Trump’s sentiments on this score are not new. But in the past four weeks, there have been repeated hints that such cooperation might simply be part of a larger U.S.-Russia “grand bargain,” in which Moscow agrees to provide enhanced cooperation on counterterrorism and counter-Islamic State operations, and Washington does away with economic sanctions related to Russian aggression in Ukraine. On Sunday, Vice President Mike Pence suggested that the Trump administration’s decision on sanctions would depend on whether “we see the kind of changes in posture by Russia and the opportunity perhaps to work on common interests,” including making common cause against the Islamic State.

This idea fits squarely within the overarching themes of Trump’s grand strategy, which we described in a previous article. The idea that the conflict with “radical Islamic terrorism” is all-consuming and existential; the willingness to cut transactional deals with any actor with whom the United States shares even the most passing interests; the aspiration to get other countries to do more in the world so that the United States can slough off some of the burdens of superpowerdom — all of these concepts are at play in Trump’s advocacy of a counterterrorism partnership with Putin. But hopping in bed with Russia in Syria is an ill-considered and potentially dangerous proposition, and trading away Ukraine-related sanctions for this cooperation would be an even worse idea, for several reasons.
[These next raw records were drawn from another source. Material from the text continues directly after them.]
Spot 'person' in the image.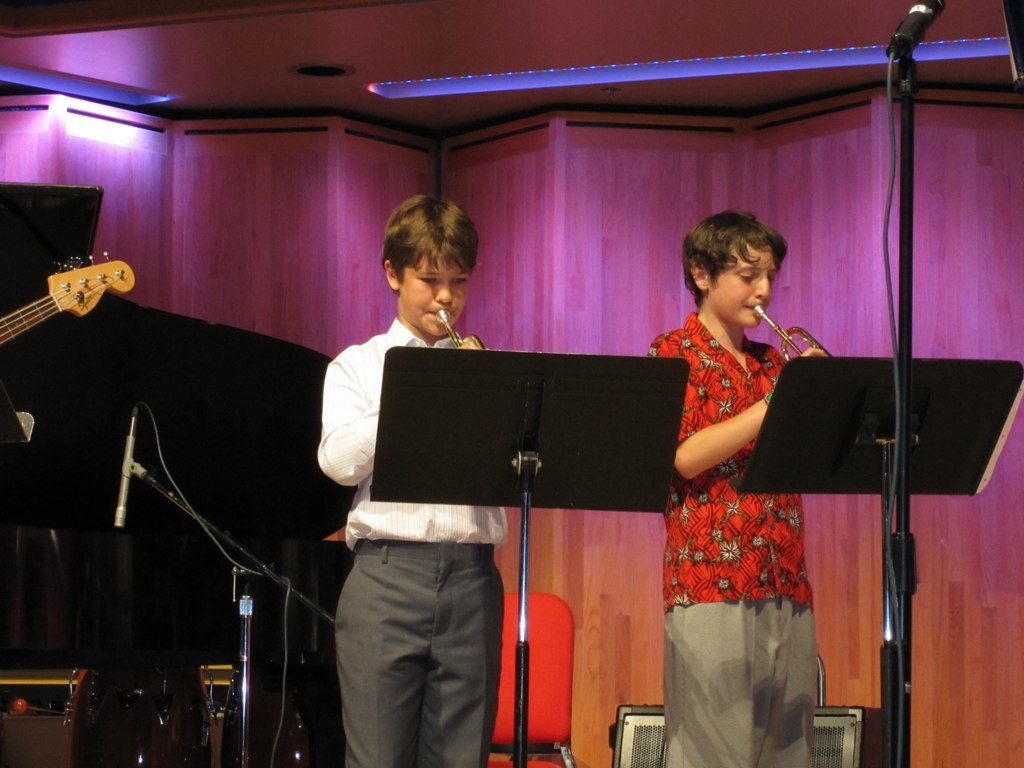
'person' found at bbox(318, 187, 507, 767).
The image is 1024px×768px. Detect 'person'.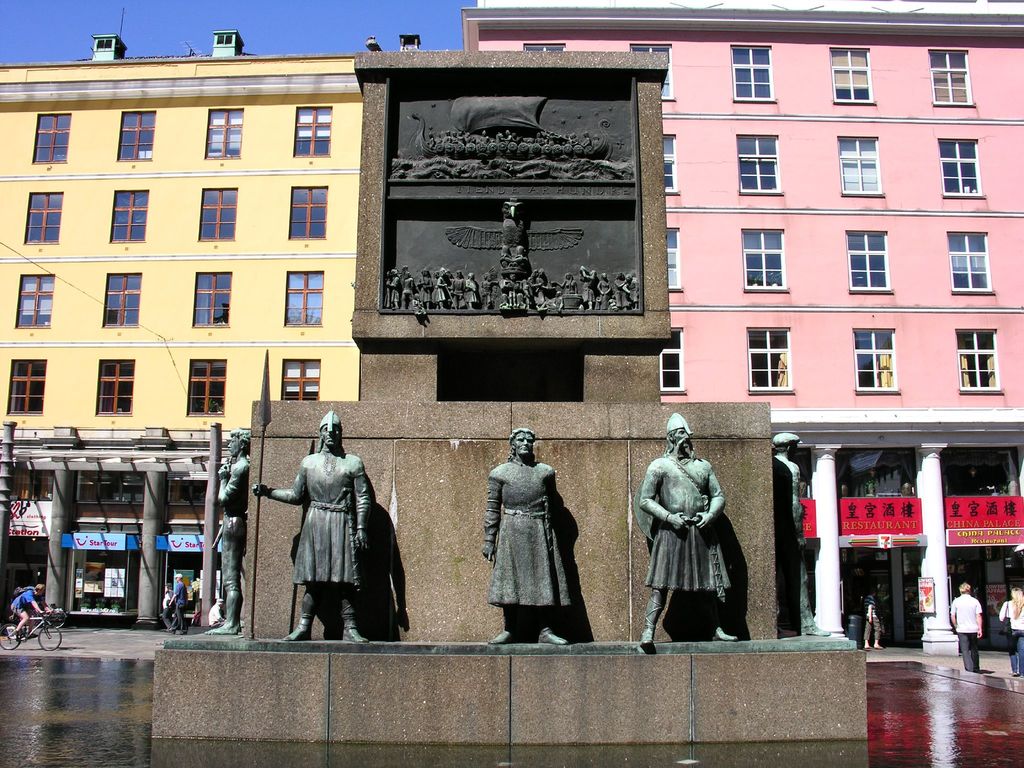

Contrary to what Trump has often asserted, the fact is that Russia’s military campaign in Syria — the campaign that Trump essentially wants to marry with U.S. military efforts against the Islamic State — has never actually been about counterterrorism. Its overarching goal, and one that it has been fairly successful in achieving, is to fortify the Assad regime in power and thereby protect Russia’s strategic position in Syria and the broader Middle East. This means that the vast majority of Russian airstrikes and other operations have not targeted extremist groups, whether the Islamic State or the Nusra Front (al Qaeda’s Syrian affiliate, which now calls itself Jabhat Fatah al-Sham). Rather, Moscow has most aggressively targeted the non-extremist opposition to Assad (and civilians in opposition-held areas), in an effort to eliminate any sort of politically plausible and internationally acceptable alternative to the regime. From the outset of the Russian intervention in September 2015, in fact, as much as 85-90 percent of Russian airstrikes have targeted this moderate opposition. Russia is fighting a war in Syria, all right, but it certainly isn’t our war.